Also included in the volume are the following maps and geological drawings:
- ‘TO ACCOMPANY GEOLOGICAL REPORT MESOPOTAMIA No 8’, 1920 (f 20)
- ‘To ACCOMPANY GEOLOGICAL REPORT MESOPOTAMIA No 8 ON THE SULAIMANIYAH DISTRICT’, 1920 (f 21)
- ‘TO ACCOMPANY GEOLOGICAL REPORT MESOPOTAMIA No: 7a. THE WATER RESOURCES OF THE MANDALI-BADRAH DISTRICT’, 1920 (f 30)
- ‘GEOLOGICAL REPORT (MESOPOTAMIA) No 7 NOTES ON THE UNDERGROUND WATER RESOURCES OF NORTHERN MESOPOTAMIA’, 1920 (f 31)
- ‘TO ACCOMPANY GEOLOGICAL REPORT No 6’, 1920 (f 44)
- ‘TRANSVERSE SECTION. JABAL HAMRIN’ (f 88)

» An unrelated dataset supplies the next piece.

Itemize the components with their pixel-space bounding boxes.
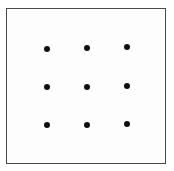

- ‘Diagrammatic Section across Jabal Hamrine [Hamrin] in the Table mountain area, shewing [showing] relationship of Pos Tertray [Post-Tertiary] Gravel to the Tertainis [Tertiaries]’ (f 168)
- ‘Red Clay & Sandstone Series Transverse section across Jabal Gilbat’ (f 169)
- ‘QĀRAH TAPPAH’, 1918 (f 170)
- ‘CHINCHĀL-TALISHĀN’, 1918 (f 172)
- ‘SHAHRABĀN’, 1917 (f 174)
- ‘MANSURĪYAH AL JABAL’, 1918 (f 176)
- ‘1 Diagrammatic Section N[orth]. of the Tuz Khurmatu’ (f 183)
- ‘2 Diagrammatic Section oposite [ sic ] Sulaiman Beg, just N[orth]. of the stream’ (f 183)
- ‘3 Diagrammatic Section oposite [ sic ] Sulaiman Beg just S[outh]. of the Stream’ (f 183v)
- ‘Transverse Section across Jabal Nasaz near Gil’ (f 185)
- ‘GEOLOGICAL MAP OF NAFT KHANA DISTRICT OF MESOPOTAMIA’ (f 198)
- ‘THE PETROLEUM DEPOSITS OF HIT’ (f 199)
- ‘GEOLOGICAL RECONNAISSANCE IN N.E. MESOPOTAMIA’ (f 200)
- ‘SECTION FROM SHAHRABAN TO CHAH SURKH [Chiya Surkh]’ (f 201)
- Transverse Section Maps of Jabal Hamrin and Jabal Makhul (f 220).
The volume comprises internal correspondence between British officials of different departments. The principal correspondents are: the Civil Commissioner, Baghdad; the Under-Secretary of State, India Office The department of the British Government to which the Government of India reported between 1858 and 1947. The successor to the Court of Directors. ; the Political Agent A mid-ranking political representative (equivalent to a Consul) from the diplomatic corps of the Government of India or one of its subordinate provincial governments, in charge of a Political Agency. , Baghdad; officers of the Imperial Mineral Resources Bureau; and officers from the Petroleum Department.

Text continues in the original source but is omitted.